Second, we could allow the player to choose between several different personalities, perhaps with only minor differences between them. Giving the player a choice means they'll be more accepting of things that seem to descend from that choice.

Third, we can provide support from non-avatar characters. The two basic kinds of support we can offer are to agree and to disagree.

Characters agreeing with the main avatar's choices will provide peer pressure against the player's own judgments, and may reduce the severity of their gut reaction.

Characters disagreeing with the main avatar's choices will provide an outlet for the player's own disagreements, while their acceptance of the avatar's leadership even through the disagreement will help the player to see the avatar as someone who should be respected even through disagreements.

In both cases, there is a risk of characters becoming annoying or marginalized because their own opinions or actions fall into the trap that the avatar would have fallen into without their help.

Well, I can't claim I know the perfect route. But I do ask that we stop acting out of fear.

Let's write some characters that have emotions! Let's use our characters in a lot of different ways and make games feel deep and interesting!

No more empty avatars. Let's find something besides "smoldering determination".

4 comments:

Drew said...

This is reminiscent of why I was so taken with Kane and Lynch 2. Both characters involved in the game were complete garbage human beings who pretty much made only bad choices, but it was perfectly married with the gameplay and visual experience. I'm not sure if there were two avatars or one avatar and one supporting character, but certainly there is more to their story than "smoldering determination," although admittedly that is an aspect of their personalities.

At the very least, those two characters were unique takes on a gaming protagonists, closer to the characters from Reservoir Dogs than any game I can think of. While the idea of being a scumbag ruthless murderer shooting many gangsters is not a new one, Kane and Lynch 2 embraced the ugliness of what this would actually entail, and committed to it in a manner that I would say showed no fear.

Craig Perko said...

Kane and Lynch is a good example of what I mean, at least in that kind of setting.

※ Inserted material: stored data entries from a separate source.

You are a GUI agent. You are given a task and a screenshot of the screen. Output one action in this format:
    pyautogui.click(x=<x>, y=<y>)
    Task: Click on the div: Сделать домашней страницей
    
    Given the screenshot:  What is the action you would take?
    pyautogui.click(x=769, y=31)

You could also have good characters, soft characters, corrupt characters, everything else. Hollow characters are so boring.

Random_Phobosis said...

I think cynical personalities such as Garrett from Thief (and to lesser extent Snake from Metal Gear) are pretty safe bet.

First, they're practical. At least this prevents clashes with gameplay logic, when the characters sets out to do "what's right".

Second, they are much more closer to target audience than many other cliches.

Third, this doesn't make them less likeable. Usually this just makes them look badass.

Despite Garrett gives social, ethical and emotional commentaries from time to time, I never disliked him, even if I we weren't on the same page. I guess clever character and world exposition is the key to sympathy.

Craig Perko said...

Personally, I think the concept of "closer to the target audience" is why this whole mess arose.

Garrett - and Dante, and Kratos, and so on - are closer to the target audience if your target audience is a bunch of very stereotypical teenage boys.

In most games, virtually every NPC is closer to my personality than the main character, and I think that's true for a lot of us.